To state the point would seem to settle it. But the law happily coincides with the suggestion of common sense. The Statutes at Large provide that the clerk "shall make a roll, and place thereon the names of all persons, and of such persons only, whose credentials show that they were regularly elected in accordance with the laws of their States respectively, or the laws of the United States."

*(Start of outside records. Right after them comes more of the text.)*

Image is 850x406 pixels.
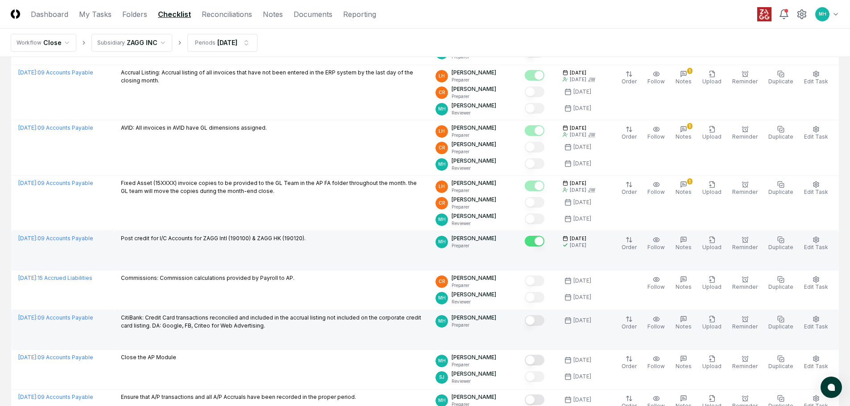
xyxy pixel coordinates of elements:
button: Upload [701,314,723,333]
button: Edit Task [802,69,830,87]
div: [DATE] [217,38,237,47]
span: Upload [702,244,721,251]
button: Mark complete [525,181,544,191]
span: Duplicate [768,78,793,85]
p: Reviewer [452,110,496,116]
span: Follow [647,323,665,330]
button: Reminder [730,69,759,87]
button: Upload [701,354,723,373]
div: [DATE] [573,294,591,302]
p: Reviewer [452,299,496,306]
div: [DATE] [570,242,586,249]
p: [PERSON_NAME] [452,291,496,299]
a: Checklist [158,9,191,20]
div: [DATE] [573,104,591,112]
span: Upload [702,323,721,330]
button: Order [620,235,638,253]
p: Close the AP Module [121,354,176,362]
span: Follow [647,78,665,85]
span: Notes [676,78,692,85]
span: [DATE] [570,236,586,242]
button: Order [620,124,638,143]
a: My Tasks [79,9,112,20]
button: Duplicate [767,179,795,198]
span: Edit Task [804,323,828,330]
span: MH [819,11,826,17]
button: Follow [646,314,667,333]
p: Reviewer [452,165,496,172]
button: Mark complete [525,292,544,303]
span: [DATE] : [18,180,37,187]
p: Ensure that A/P transactions and all A/P Accruals have been recorded in the proper period. [121,394,356,402]
span: Edit Task [804,284,828,290]
span: Upload [702,189,721,195]
span: Duplicate [768,244,793,251]
span: Order [622,78,637,85]
div: [DATE] [573,317,591,325]
button: Mark complete [525,87,544,97]
p: Fixed Asset (15XXXX) invoice copies to be provided to the GL Team in the AP FA folder throughout ... [121,179,422,195]
a: [DATE]:15 Accrued Liabilities [18,275,92,282]
div: JW [588,187,595,194]
span: LH [439,128,445,135]
a: Reconciliations [202,9,252,20]
span: [DATE] : [18,69,37,76]
p: Preparer [452,77,496,83]
p: [PERSON_NAME] [452,196,496,204]
div: JW [588,132,595,138]
p: [PERSON_NAME] [452,85,496,93]
button: Edit Task [802,124,830,143]
span: [DATE] : [18,354,37,361]
a: [DATE]:09 Accounts Payable [18,180,93,187]
button: Reminder [730,274,759,293]
p: [PERSON_NAME] [452,274,496,282]
p: [PERSON_NAME] [452,370,496,378]
button: Follow [646,235,667,253]
p: [PERSON_NAME] [452,235,496,243]
a: Notes [263,9,283,20]
div: Periods [195,39,216,47]
p: Reviewer [452,378,496,385]
button: 1Notes [674,179,693,198]
button: Mark complete [525,355,544,366]
span: Order [622,189,637,195]
p: [PERSON_NAME] [452,102,496,110]
p: [PERSON_NAME] [452,354,496,362]
button: Notes [674,354,693,373]
span: MH [438,295,446,302]
a: [DATE]:09 Accounts Payable [18,394,93,401]
span: Reminder [732,363,758,370]
span: Order [622,363,637,370]
div: 1 [687,68,692,74]
span: Order [622,323,637,330]
button: Mark complete [525,142,544,153]
button: Order [620,354,638,373]
span: LH [439,73,445,79]
span: CR [439,200,445,207]
span: Notes [676,284,692,290]
img: Logo [11,9,20,19]
p: Reviewer [452,220,496,227]
span: Edit Task [804,133,828,140]
button: Periods[DATE] [187,34,257,52]
span: Follow [647,244,665,251]
a: [DATE]:09 Accounts Payable [18,124,93,131]
button: Edit Task [802,235,830,253]
p: [PERSON_NAME] [452,314,496,322]
div: [DATE] [573,160,591,168]
p: [PERSON_NAME] [452,394,496,402]
button: Edit Task [802,274,830,293]
span: MH [438,239,446,245]
div: [DATE] [573,88,591,96]
span: Upload [702,363,721,370]
div: JW [588,76,595,83]
button: Reminder [730,179,759,198]
span: Reminder [732,323,758,330]
button: Notes [674,274,693,293]
span: MH [438,216,446,223]
p: [PERSON_NAME] [452,141,496,149]
img: ZAGG logo [757,7,771,21]
span: Duplicate [768,363,793,370]
div: [DATE] [570,76,586,83]
div: 1 [687,123,692,129]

Now as there is no government in the unorganized States which has been recognized by the United States; as their present acts are purely provisional and experimental, and are entirely dependent for validity upon the approval of Congress, it is clear that until Congress has approved the Constitution under which the representatives are elected there are, in the eye of the law, no representatives. For suppose that the names of the claimants from South Carolina, for instance, should be enrolled; suppose that they should be able to affect the choice of Speaker and the organization of the House: they would then be also in a position to determine whether Congress should approve the Constitutions under which they were elected. In other words, the late rebels and their Northern allies would determine upon what terms the unorganized States should resume their relations in the Union; and they would also be strong enough to repudiate the National debt!
This preposterous proceeding is gravely urged as the only lawful one—by whom? By the late rebels and their friends at the North. The Government has been saved against a desperate rebellion, and—according to these gentlemen—it can be now lawfully intrusted only to those who made war upon it and their allies who cheered them on! The Constitution was always pleaded by the rebels and their friends against a war to suppress the rebellion, and it is now pleaded against the natural and legitimate action of the country in securing the fruit of its triumph. Thus it appears that the Constitution, as interpreted both by its open and its disguised enemies, is only valid to embarrass the country in saving the Government first from the arms and then from the intrigues of its enemies.

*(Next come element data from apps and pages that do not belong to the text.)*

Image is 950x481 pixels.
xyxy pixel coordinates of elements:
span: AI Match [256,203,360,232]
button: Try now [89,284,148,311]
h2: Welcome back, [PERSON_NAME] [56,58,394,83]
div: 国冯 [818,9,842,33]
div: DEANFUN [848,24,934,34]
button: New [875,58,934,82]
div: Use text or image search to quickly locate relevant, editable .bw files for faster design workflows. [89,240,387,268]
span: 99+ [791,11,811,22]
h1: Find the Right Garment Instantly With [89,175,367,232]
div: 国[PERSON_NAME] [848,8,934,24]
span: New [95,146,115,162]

Before the representatives from any lately rebellious State can take part in the proceedings of Congress, Congress must determine whether that State is duly organized for its normal functions in the Union. When, for instance, the Provisional Governor of South Carolina has forwarded to the President the proceedings of the Provisional Convention, and the acts of the people and of the Legislature in accordance with them, and these have been laid by the President before Congress and approved by it, then, and not before, can the representatives regularly elected under the law of such States be admitted to Congress. Until then a representative from South Carolina has no more right to a seat or a voice in Congress than one from Canada or Guatemala.

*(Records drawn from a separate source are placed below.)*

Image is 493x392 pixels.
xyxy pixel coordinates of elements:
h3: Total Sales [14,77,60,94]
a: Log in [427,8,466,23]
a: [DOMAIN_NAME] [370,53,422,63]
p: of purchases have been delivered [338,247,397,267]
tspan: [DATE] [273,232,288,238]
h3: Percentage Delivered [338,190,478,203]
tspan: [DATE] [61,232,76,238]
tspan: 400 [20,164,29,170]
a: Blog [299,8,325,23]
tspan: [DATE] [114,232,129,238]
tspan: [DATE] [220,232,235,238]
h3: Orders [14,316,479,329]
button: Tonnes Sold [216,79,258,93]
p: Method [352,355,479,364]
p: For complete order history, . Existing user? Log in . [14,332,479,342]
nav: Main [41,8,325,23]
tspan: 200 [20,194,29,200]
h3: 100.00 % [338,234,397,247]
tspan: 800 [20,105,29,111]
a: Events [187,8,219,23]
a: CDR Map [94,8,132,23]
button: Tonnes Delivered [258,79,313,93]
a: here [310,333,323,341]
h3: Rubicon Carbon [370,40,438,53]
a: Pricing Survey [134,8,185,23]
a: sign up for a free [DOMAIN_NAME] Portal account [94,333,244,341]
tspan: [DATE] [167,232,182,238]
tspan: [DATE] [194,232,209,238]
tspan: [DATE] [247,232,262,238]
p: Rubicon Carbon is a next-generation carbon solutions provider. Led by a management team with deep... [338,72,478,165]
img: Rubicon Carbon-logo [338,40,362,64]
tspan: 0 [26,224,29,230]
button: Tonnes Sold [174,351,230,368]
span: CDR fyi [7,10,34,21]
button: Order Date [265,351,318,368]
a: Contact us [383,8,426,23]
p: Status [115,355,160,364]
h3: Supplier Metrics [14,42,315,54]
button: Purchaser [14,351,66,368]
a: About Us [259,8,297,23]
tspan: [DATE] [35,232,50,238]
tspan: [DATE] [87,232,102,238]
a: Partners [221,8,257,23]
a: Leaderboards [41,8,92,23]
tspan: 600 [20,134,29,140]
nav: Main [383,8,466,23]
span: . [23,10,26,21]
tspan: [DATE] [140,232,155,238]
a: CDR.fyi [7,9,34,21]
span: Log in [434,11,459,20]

The conditions upon which the whole work of provisional reorganization proceeds were imposed by the President. He authorized some of the people of the States named to take certain steps in order "to present such a republican form of State government as will entitle the State to the guaranty of the United States therefor." The United States, of course, will decide whether the State shall have that guaranty; but the State itself will have no voice whatever in the decision. If the President had taken no steps, and the States named had, under Constitutions which had for four years repudiated the national authority, sent representatives to Congress, would any body but Mr. Vallandigham or Horatio Seymour claim that they ought to be admitted equally with the representatives from New York and Ohio?
If the late rebel States are in the Union as New York or Ohio are, then the action of the President is not only an impertinence, but lays him liable to impeachment: and their representatives may come without question, like those of Massachusetts—as Provisional Governor Perry contends. But if the action of the President was constitutional and necessary as a measure of public safety, and this is the view of all loyal men, then the representatives must wait until the United States in Congress bid them enter.